In his Scienza Nuova (New Science), Giambattista Vico writes that "the Egyptians reduced all preceding world time to three ages; namely, the age of gods, the age of heroes, and the age of men." What the Egyptians and Vico could not have predicted was that history had yet another age in store: the age of the machine. Carlyle baptized, Marx outlined it, Heidegger warned against it; Deleuze and Guattari proclaimed that "everything is a machine"; and Ted Kaczynski even went as far as to kill in order to free human beings from the "technological slavery" the machine age had purportedly brought about. And yet, as Heidegger wrote, "everywhere we remain unfree and chained to technology, whether we passionately affirm or deny it." So what is technology? What impact did it have on human beings and on the writing of literature as the Industrial Revolution exploded onto the European continent? In this course we will pose anew the question concerning technology within the one field that Heidegger deemed akin to the essence of technology: art, and by deduction, literature. Together, we will trace the ecological, economical, and emotional footprints of various machines and technological devices (automata, trains, phonographs, cameras). We will delve into the topic with Charlie Chaplin's Modern Times, continue with a reflection on the human being as a machine (Frankenstein and Pinocchio), transition to accounts on cities, progress, and machines (Dickens, Zola, Eça de Queirós), and end with the Futurists' technological extravaganzas that will include a visit to Chicago's Art Institute. Other readings include texts by Marx, Raymond Williams, Heidegger, Leo Marx, Deleuze & Guattari, etc.

2017-2018 Winter

22303/32303 Prosody and Poetic Form: An Introduction to Comparative Metrics

(CLCV 21313,CLAS 31313,SLAV 22303,SLAV 32303,GRMN 22314,GRMN 32314,ENGL 22310,ENGL 32303)

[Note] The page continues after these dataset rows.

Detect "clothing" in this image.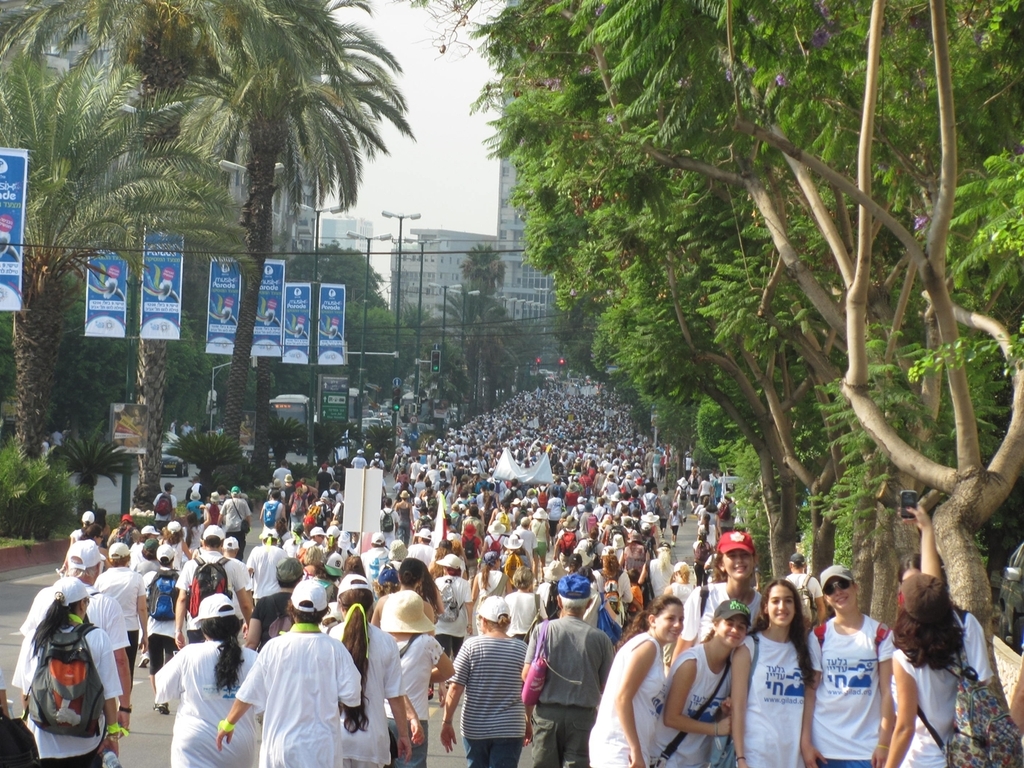
Detection: bbox=[182, 524, 203, 548].
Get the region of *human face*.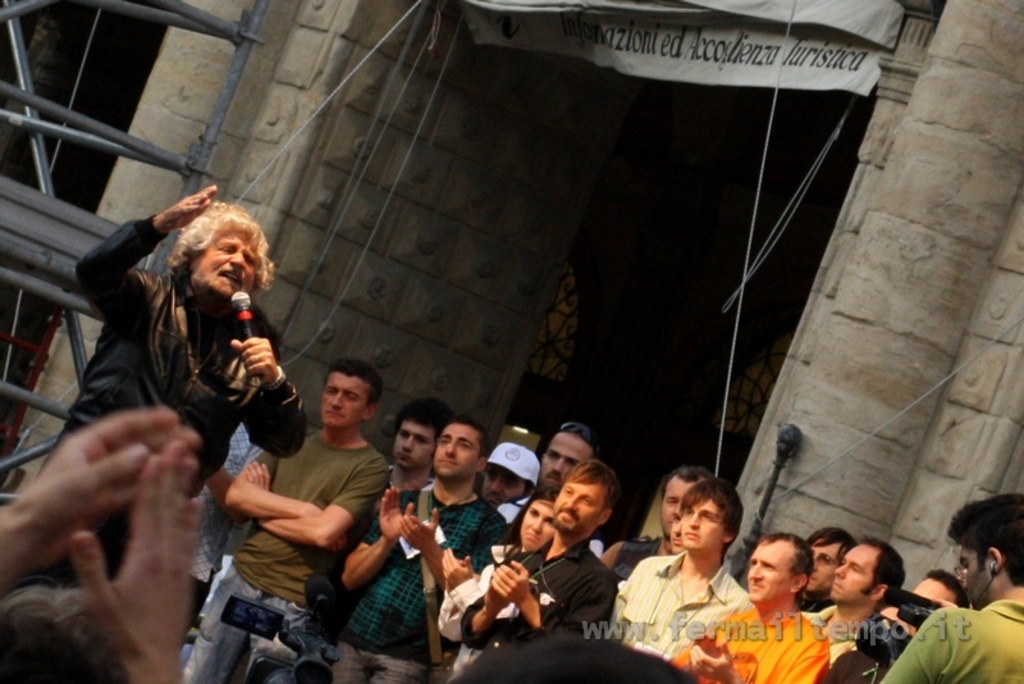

This class offers (i) an overview of major European systems of versification, with particular attention to their historical development, and (ii) an introduction to the theory of meter. In addition to analyzing the formal properties of verse, we will inquire into their relevance for the articulation of poetic genres and, more broadly, the history of literary (and sub-literary) systems. There will be some emphasis on Graeco-Roman quantitative metrics, its afterlife, and the evolution of Germanic and Slavic syllabo-tonic verse. No prerequisites, but a working knowledge of one European language besides English is strongly recommended.

2017-2018 Autumn

20801/40801 Before and After Beckett

(ENGL 24408/44508; TAPS 28424)

 Beckett is conventionally typed as the playwright of minimalist scenes of unremitting bleakness, but his experiments with theatre and film echo the irreverent play of popular culture (vaudeville on stage and screen, e.g. Chaplin and Keaton) as well as experimental theatre and modern philosophy, even when there are no direct lines of influence. This course will juxtapose these points of reference with Beckett's plays and those of his contemporaries (Ionesco, Genet and others in French, Pinter in English). It will then explore more recent plays that suggest the influence of Beckett by Pinter, Carul Churchill and Sarah Kane in English; Albert Jarry and Michel Vinaver in French, as well as the relevance of theorists and philosophers including Barthes, Wittgenstein, and critics writing on specific plays. Prerequisites: HUM CORE and at least one college level course in drama or TAPS. French is helpful but not required.

2017-2018 Winter

22402/32402 Fate and Duty: European Tragedy from Aeschylus to Brecht

(GRMN 22402,CLCV 22117,CLAS 32117,REES 22402)

This class will explore the development of European drama from Attic tragedy and comedy and their reception in Ancient Rome and French Neoclassicism to the transformation of dramatic form in 18-20th c. European literatures. The focus will be on the evolution of plot, characterization, time-and-space of dramatic action, ethical notions (free will, guilt, conscience), as well as on representations of affect. All readings in English. No prerequisites.